Granted, maybe it’s another one of those problems that isn’t worth our wonder or worry, kind of like how Ecclesiastes tells us that it’s not wise to ask why the old days are better than these days we’re living now. Kind of like how Luke tells us to reflect back on a lesson learned way back in Genesis when he asks us to “remember Lot’s wife.” Yeah, maybe we shouldn’t look back. Maybe we shouldn’t wonder what if. Maybe it’s foolish to ask ourselves questions that we literally cannot answer.
But maybe asking ourselves those questions could serve to inspire us to do better.
Maybe those questions could help us to not miss so many opportunities going forward. Maybe asking those questions could quell our tendency to run away from God. Maybe asking those questions and realizing we cannot possibly know the answers would get us to ask more questions to which we could have the answers.
Rather than just ambling aimlessly through life as if nothing we do really means enough that it could perhaps cause us to miss the moments and memories that we’ll one day look back and realize we never got to have.

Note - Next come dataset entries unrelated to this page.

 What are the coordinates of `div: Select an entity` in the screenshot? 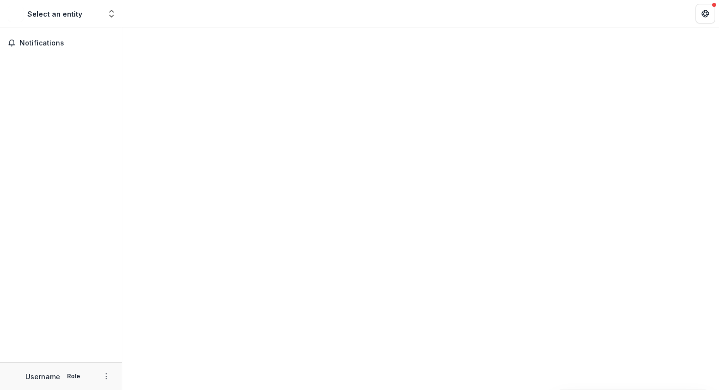 It's located at (55, 14).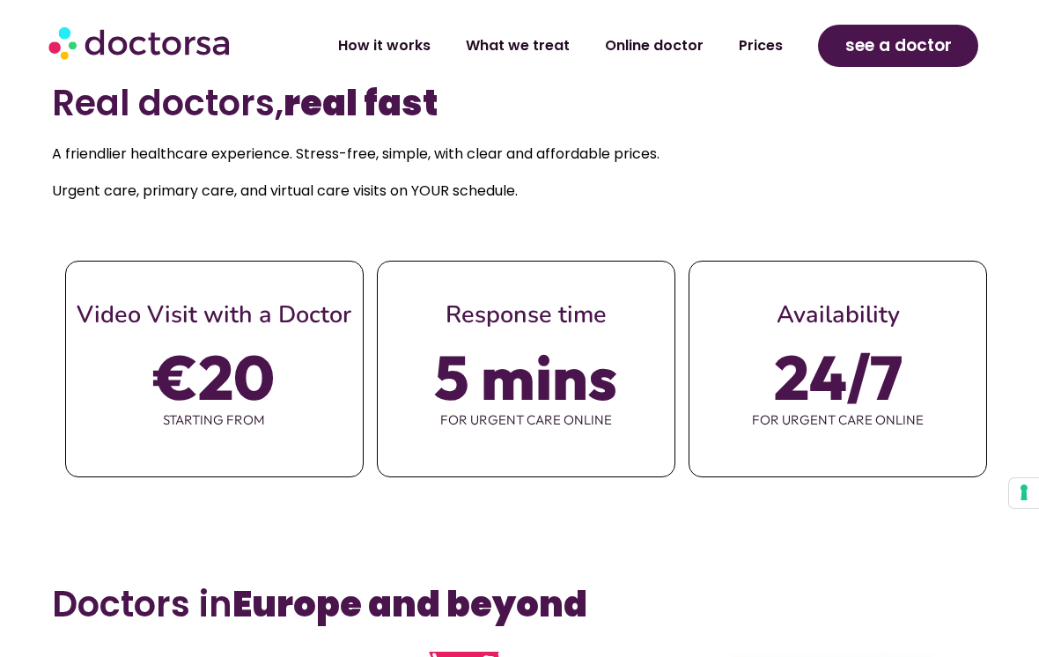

I think that perhaps the problem with a truth like this one is that we’ve come to think of idols as little golden statues that we sit on shelves inside our homes. That they’re these physical things that we can touch and hold and lift high for all to see this shiny cool thing that we’ve come to believe might really matter. Idols are materials that people buy and spend their time cherishing, right?
Yeah.
But so too are they ideas that we spend our lives working to bring to fruition. So too are they ideals that we give untold amounts of time and effort to making sure come to pass. So too are they dreams that we fight to make come true. They’re plans we make for the things we alone want to do. They’re choices we choose for what are reasons that themselves may well be idols too.
Because we idolize everything!
And yet every idol is worthless. Indeed, reading through Job last night and this one stopped me cold:
“Let him not deceive himself by trusting what is worthless, for he will get nothing in return.”

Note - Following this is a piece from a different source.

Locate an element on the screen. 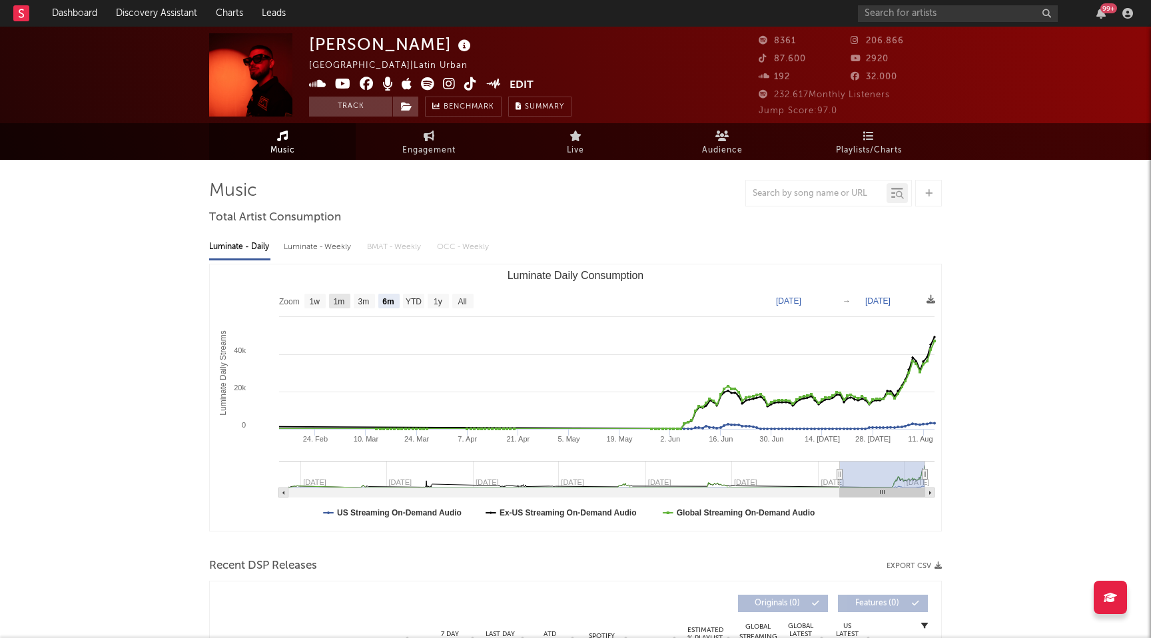 This screenshot has width=1151, height=638. span: 206.866 is located at coordinates (877, 41).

“Those who cling to worthless idols turn away from God’s love for them.”
My point is that yes, God’s plans will be done and His every promise then fulfilled. All things will indeed work together for the good of those who love Him and have been called according to His plans, His purpose, His promise. But friends, problem is that we’ve learned really well how to let that call go to voicemail as we instead spend our lives doing those things that we want do, making the choices we want to choose, chasing the idols, ideas, ideals that we alone think matter most.
All of us have sinned and fallen short of the glory of God in what have then been lives in which we sought the glory and gain of who know how many other things. And, well, anything that takes God’s place in our hearts, minds, lives, it’s an idol. And if it’s an idol then it’s something we come to serve in what is a way that leads us only away from His plans and paths and promises and purposes.
That’s why hell exists.
It’s the place reserved for those who spend their lives choosing only to refuse God every chance they get.

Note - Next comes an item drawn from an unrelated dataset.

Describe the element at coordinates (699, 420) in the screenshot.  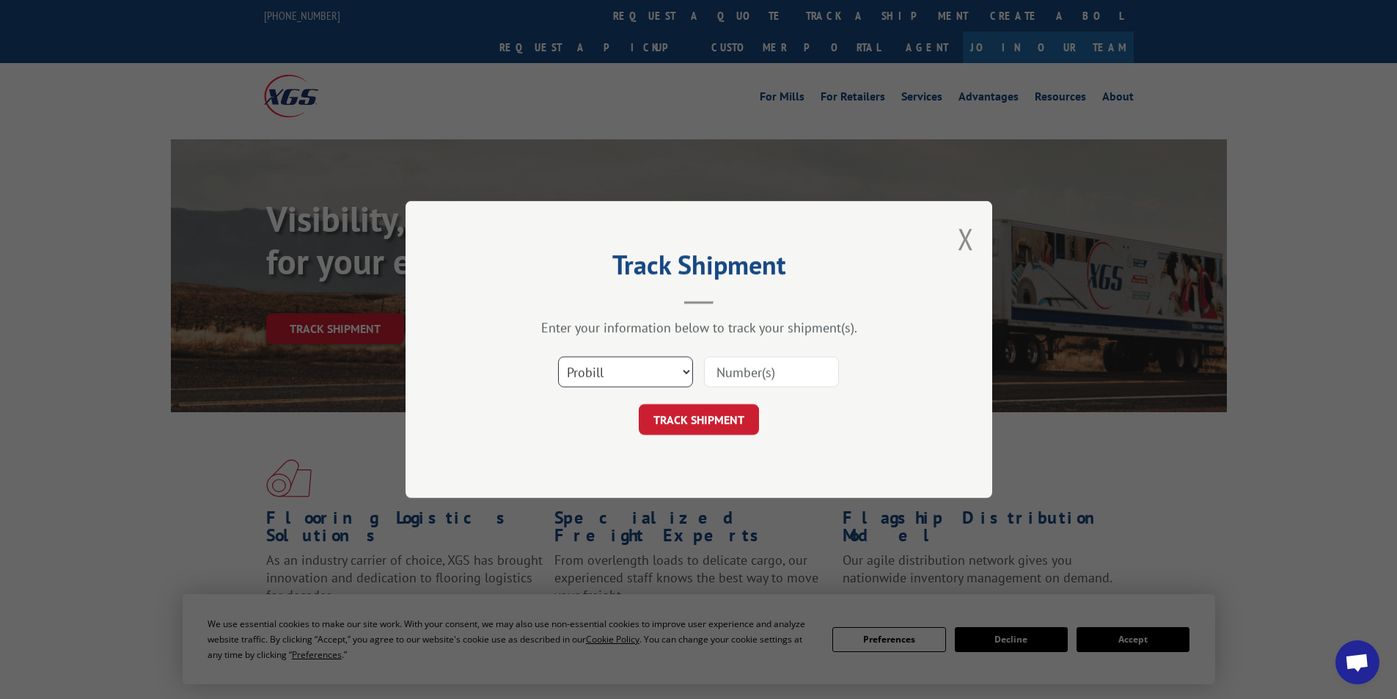
I see `button: TRACK SHIPMENT` at that location.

And I contend that such things as guilt and regret, those known best in hindsight helping us see that we simply cannot see anything of everything that might have been, could have been, should have been, I think that’s a misery near enough the vicinity of hell that it may well inspire us to run from the flame toward the Fire.
A journey every such prodigal need make as all of us have come to become.
Indeed, I believe we cannot even begin to realize or understand all our hands and hearts have cost us as they reached after so many mistakes over the years. We have no idea how many blessings we’ve run from, improvements we’ve rejected, rewards we’ve left to rot and opportunities that we’ve just plain lost. And perhaps we never will because hindsight only helps us see what all we got wrong.
Don’t show us what would have been had we gotten those mistakes right instead.
Maybe this is all just another worthless thought of a tired man wondering what wasn’t thanks to what was. I just know I’m tired because of a life spent running away from God’s love and all the memories and miracles that I could have known but never did.
Makes me want to do things differently with whatever time and opportunity I may have left.